The Spectacle of the Scaffolding: Rape and the Violent Foundations of Medieval Theatre Studies
By Jody Enders
Theatre Journal, Vol.56 (2004)
Introduction: Mrs. Coton had finally put the past behind her. It could not have been easy, but she had done it. All that time spent in service as a maid and concubine to Father Thomas. There might well have been humiliation, gossip, abuse. And then there was the escape. The chance to start a new life with Guillemin Coton, to forget about all that, to be his legally wedded wife in the present and forget about the past. If only it had been possible.
It was not possible.
On Saturday night, 1 May 1395, fate brought Mrs. Coton back to the city of her shame: back to Chelles, about ten miles east of Paris. There, a band of men used her checkered past for their present pleasure when they gang-raped her. There were a dozen of them or more; six of them, it seems, had come to Chelles “in order to celebrate a holiday which, in remembrance of the Passion of Our Lord, was to take place the following day.” That celebration included a Passion play.
Click here to read this article from Academia.edu
The Spectacle of the Scaffolding: Rape and the Violent Foundations of Medieval Theatre Studies
By Jody Enders
Theatre Journal, Vol.56 (2004)
Introduction: Mrs. Coton had finally put the past behind her. It could not have been easy, but she had done it. All that time spent in service as a maid and concubine to Father Thomas. There might well have been humiliation, gossip, abuse. And then there was the escape. The chance to start a new life with Guillemin Coton, to forget about all that, to be his legally wedded wife in the present and forget about the past. If only it had been possible.
It was not possible.
On Saturday night, 1 May 1395, fate brought Mrs. Coton back to the city of her shame: back to Chelles, about ten miles east of Paris. There, a band of men used her checkered past for their present pleasure when they gang-raped her. There were a dozen of them or more; six of them, it seems, had come to Chelles “in order to celebrate a holiday which, in remembrance of the Passion of Our Lord, was to take place the following day.” That celebration included a Passion play.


EXERCISE INSTRUCTIONS - Each entry below should be printed exactly, with every image left out.

Figure record extracts:
%%

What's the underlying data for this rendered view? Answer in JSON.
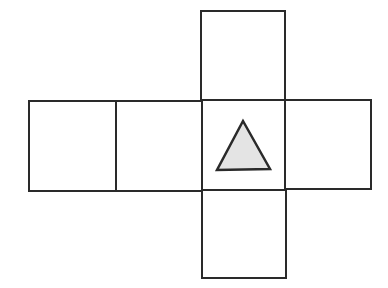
{
  "diagram": {
    "type": "cube-net",
    "stroke_color": "#2a2a2a",
    "fill_color": "#ffffff",
    "shape_fill": "#e4e4e4",
    "faces": [
      {
        "id": "top",
        "x": 201,
        "y": 11,
        "w": 84,
        "h": 90
      },
      {
        "id": "left-outer",
        "x": 29,
        "y": 101,
        "w": 87,
        "h": 90
      },
      {
        "id": "left-inner",
        "x": 116,
        "y": 101,
        "w": 86,
        "h": 90
      },
      {
        "id": "center",
        "x": 202,
        "y": 100,
        "w": 83,
        "h": 90
      },
      {
        "id": "right",
        "x": 285,
        "y": 100,
        "w": 86,
        "h": 89
      },
      {
        "id": "bottom",
        "x": 202,
        "y": 190,
        "w": 84,
        "h": 88
      }
    ],
    "marked_face": "center",
    "marker": {
      "shape": "triangle",
      "points": "243,121 217,170 270,169"
    }
  }
}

%%

ANSWER FOR THE TASK -
What's the underlying data for this rendered view? Answer in JSON.
{
  "diagram": {
    "type": "cube-net",
    "stroke_color": "#2a2a2a",
    "fill_color": "#ffffff",
    "shape_fill": "#e4e4e4",
    "faces": [
      {
        "id": "top",
        "x": 201,
        "y": 11,
        "w": 84,
        "h": 90
      },
      {
        "id": "left-outer",
        "x": 29,
        "y": 101,
        "w": 87,
        "h": 90
      },
      {
        "id": "left-inner",
        "x": 116,
        "y": 101,
        "w": 86,
        "h": 90
      },
      {
        "id": "center",
        "x": 202,
        "y": 100,
        "w": 83,
        "h": 90
      },
      {
        "id": "right",
        "x": 285,
        "y": 100,
        "w": 86,
        "h": 89
      },
      {
        "id": "bottom",
        "x": 202,
        "y": 190,
        "w": 84,
        "h": 88
      }
    ],
    "marked_face": "center",
    "marker": {
      "shape": "triangle",
      "points": "243,121 217,170 270,169"
    }
  }
}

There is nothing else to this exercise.